Music and Childhood in the Western Tradition (Music 371)

Special Topics in Music

Instructor: Professor Adeline Mueller

Unlike other categories of otherness, childhood is a universal, a given, and temporary. We were all children once, and we all made music while we were children. But what meanings does the music made by children hold for the adults around them?

From Mozart to Michael Jackson, music-making children have often generated an anxious fascination, as they reflect and refract adult notions of the self.

In this seminar, we explore a range of case studies in the history of children as creators, performers, consumers, and subjects of music in the Western tradition.

We learn to sing the way children in medieval convents did, using the Guidonian hand; we listen to Schubert’s lullabies and Schumann’s piano albums for the young; we encounter child prodigies from the distant past and from our own time; we examine children’s music anthologies in the Mount Holyoke Archives and Special Collections; we hear from faculty in Psychology about the musical preferences and cognition of infants and children; and we ponder the use of children’s voices in electronic and popular music.

Together, we examine the various means by which the musical child has been conceptualized, appropriated, marketed, and even pathologized.

The final project of this writing-intensive course is a research paper on an item of children’s musical culture chosen by the student. Students may work with historical materials in area libraries or digital collections, or with a local children’s music program, ensemble, or performance.

Previous student projects have included such topics as:

  • film scores for Chitty Chitty Bang Bang (1968) and Beasts of the Southern Wild (2012)
  • censorship in Kidz Bop
  • Peruvian nursery rhymes
  • the Suzuki method 

Prerequisites: Music 232 and 282, or permission of instructor.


*PROBLEM REQUIREMENTS*
Everything in the data except the pictures belongs in your answer, copied exactly.

*EXTRACTED MATERIAL*
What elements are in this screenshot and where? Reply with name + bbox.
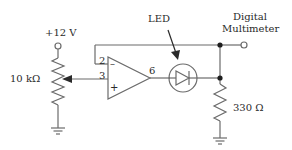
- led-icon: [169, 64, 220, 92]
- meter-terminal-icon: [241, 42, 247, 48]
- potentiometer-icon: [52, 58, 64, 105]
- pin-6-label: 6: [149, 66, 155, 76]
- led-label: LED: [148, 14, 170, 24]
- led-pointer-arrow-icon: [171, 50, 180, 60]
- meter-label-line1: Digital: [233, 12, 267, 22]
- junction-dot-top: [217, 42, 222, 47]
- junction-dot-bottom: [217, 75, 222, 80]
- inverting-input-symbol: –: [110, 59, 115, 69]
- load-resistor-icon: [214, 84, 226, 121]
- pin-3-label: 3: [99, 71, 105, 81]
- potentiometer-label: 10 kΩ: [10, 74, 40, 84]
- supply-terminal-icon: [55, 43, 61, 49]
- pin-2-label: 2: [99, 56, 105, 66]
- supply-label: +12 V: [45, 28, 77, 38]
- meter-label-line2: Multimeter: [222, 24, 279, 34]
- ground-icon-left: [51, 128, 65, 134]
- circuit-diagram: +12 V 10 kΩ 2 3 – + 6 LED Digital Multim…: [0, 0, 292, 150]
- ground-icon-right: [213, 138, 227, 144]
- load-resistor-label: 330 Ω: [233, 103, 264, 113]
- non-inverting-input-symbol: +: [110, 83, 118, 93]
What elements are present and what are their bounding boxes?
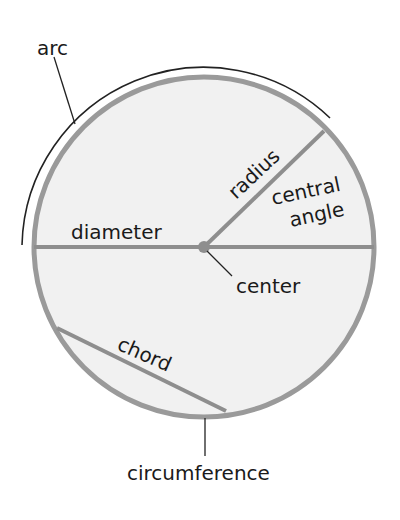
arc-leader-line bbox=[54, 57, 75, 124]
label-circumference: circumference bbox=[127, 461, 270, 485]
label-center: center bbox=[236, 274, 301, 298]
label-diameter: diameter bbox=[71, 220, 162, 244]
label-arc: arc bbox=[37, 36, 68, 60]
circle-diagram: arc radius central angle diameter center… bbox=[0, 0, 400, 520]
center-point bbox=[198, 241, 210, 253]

*ANSWER BOX*
What elements are in this screenshot and where? Reply with name + bbox.
- led-icon: [169, 64, 220, 92]
- meter-terminal-icon: [241, 42, 247, 48]
- potentiometer-icon: [52, 58, 64, 105]
- pin-6-label: 6: [149, 66, 155, 76]
- led-label: LED: [148, 14, 170, 24]
- led-pointer-arrow-icon: [171, 50, 180, 60]
- meter-label-line1: Digital: [233, 12, 267, 22]
- junction-dot-top: [217, 42, 222, 47]
- junction-dot-bottom: [217, 75, 222, 80]
- inverting-input-symbol: –: [110, 59, 115, 69]
- load-resistor-icon: [214, 84, 226, 121]
- pin-3-label: 3: [99, 71, 105, 81]
- potentiometer-label: 10 kΩ: [10, 74, 40, 84]
- supply-terminal-icon: [55, 43, 61, 49]
- pin-2-label: 2: [99, 56, 105, 66]
- supply-label: +12 V: [45, 28, 77, 38]
- meter-label-line2: Multimeter: [222, 24, 279, 34]
- ground-icon-left: [51, 128, 65, 134]
- circuit-diagram: +12 V 10 kΩ 2 3 – + 6 LED Digital Multim…: [0, 0, 292, 150]
- ground-icon-right: [213, 138, 227, 144]
- load-resistor-label: 330 Ω: [233, 103, 264, 113]
- non-inverting-input-symbol: +: [110, 83, 118, 93]
What elements are present and what are their bounding boxes?
arc-leader-line bbox=[54, 57, 75, 124]
label-circumference: circumference bbox=[127, 461, 270, 485]
label-center: center bbox=[236, 274, 301, 298]
label-diameter: diameter bbox=[71, 220, 162, 244]
label-arc: arc bbox=[37, 36, 68, 60]
circle-diagram: arc radius central angle diameter center… bbox=[0, 0, 400, 520]
center-point bbox=[198, 241, 210, 253]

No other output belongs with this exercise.